TD: In the finale, was it in the script for Kieran to lick the cheese that intensely, was that your direction or was that of Kieran’s own volition to lick it like that?
MM: The intensity of it was entirely Kieran’s choice for that particular take. We had a load of takes. I mean, the “meal fit for a king” scene was such a lovely evening. We normally shoot any episode and particularly an episode of that intensity as chronologically as possible. In this instance, there was no way we could afford it, or time-wise, to go to Barbados and then come back. We had to shoot Barbados at the end. And I made sure that we scheduled the “meal fit for a king” scene as the very last scene that we’d shoot on Succession with that lovely indulgence that we, the Succession team, would have this illusion of a happy ending. Because I think the scene is delightful and it’s probably the most intimate and closest and most fun we’ve seen the siblings ever have together. Certainly going back to the boathouse at the end of season one, back at Shiv’s wedding, was the last time I can remember being that really loose around each other.
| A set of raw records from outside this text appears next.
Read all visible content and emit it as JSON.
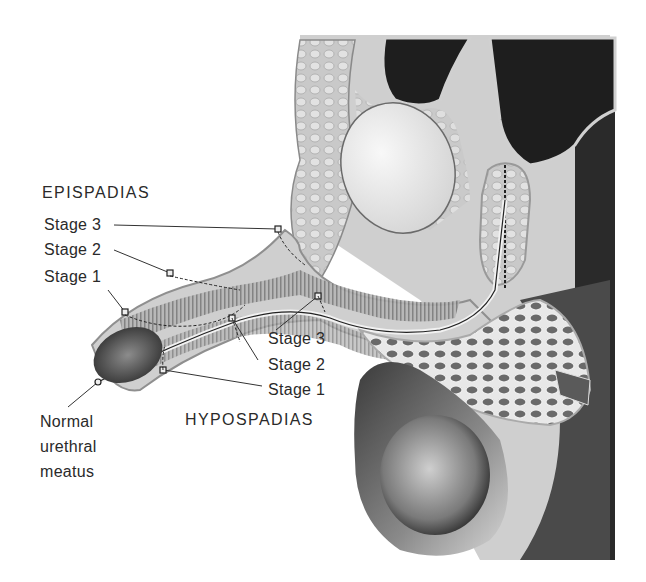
{
  "figure": {
    "epispadias": {
      "heading": "EPISPADIAS",
      "stages": [
        "Stage 3",
        "Stage 2",
        "Stage 1"
      ]
    },
    "hypospadias": {
      "heading": "HYPOSPADIAS",
      "stages": [
        "Stage 3",
        "Stage 2",
        "Stage 1"
      ]
    },
    "normal": {
      "lines": [
        "Normal",
        "urethral",
        "meatus"
      ]
    }
  },
  "colors": {
    "background": "#ffffff",
    "text": "#2a2a2a",
    "dark_cavity": "#1e1e1e",
    "tissue_light": "#d8d8d8",
    "tissue_mid": "#9a9a9a",
    "bladder": "#ececec"
  }
}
We did maybe 8, 10 takes of that sequence from start to finish. By the end of it, the room stank like you would not believe. Every time I called “cut” Jeremy would be leaning over and retching into the sink because Jeremy being Jeremy, he could not stop himself from drinking that God-awful concoction, including Sarah Snook’s spit. The cheese itself that I just can’t stop eating, Peter’s cheese, was totally scripted by Jesse. But the almost pornographic kind of licking of it was really Roman’s… Was Kieran’s particular interpretation of it. And that particular take is the one that made us laugh the most, frankly.
TD: What do you hope is the legacy of Succession?
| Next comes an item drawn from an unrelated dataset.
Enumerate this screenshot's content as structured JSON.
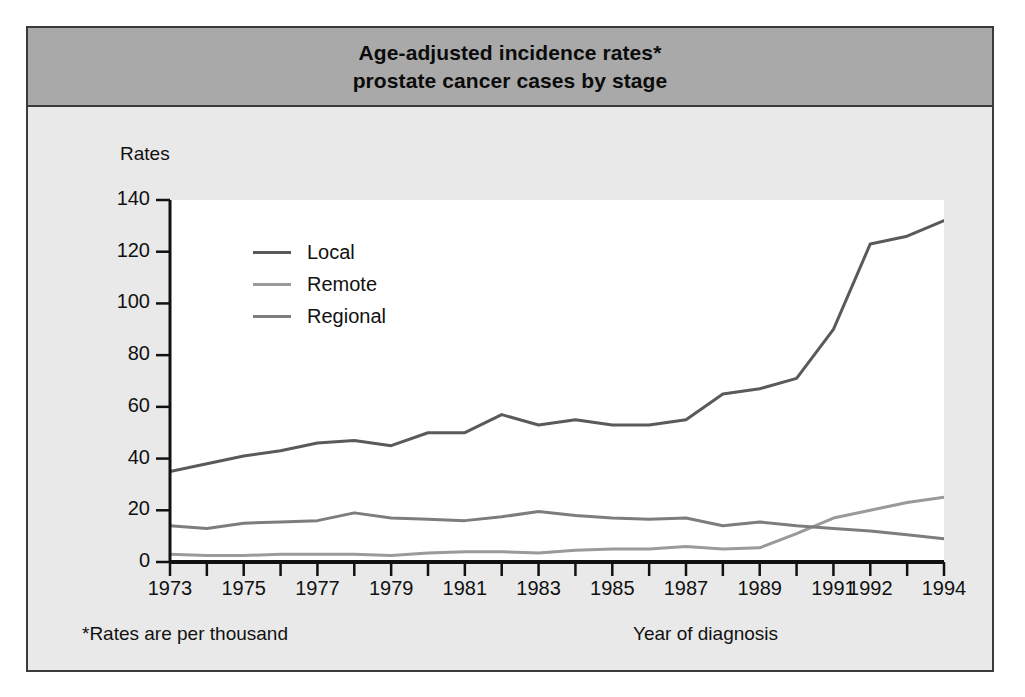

MM: There’s so much to unpack there, it’s almost impossible to… Okay, so just on a character level, I would love on some level for the legacy to be what my legacy is, which is to continually, having spent so many years with all this team, to still wonder how the hell can I care so much about such despicable humans? And I love that paradox.
Mark Mylod is Emmy-eligible in the category of Directing for a Drama Series for the episode “Connor’s Wedding” of Succession.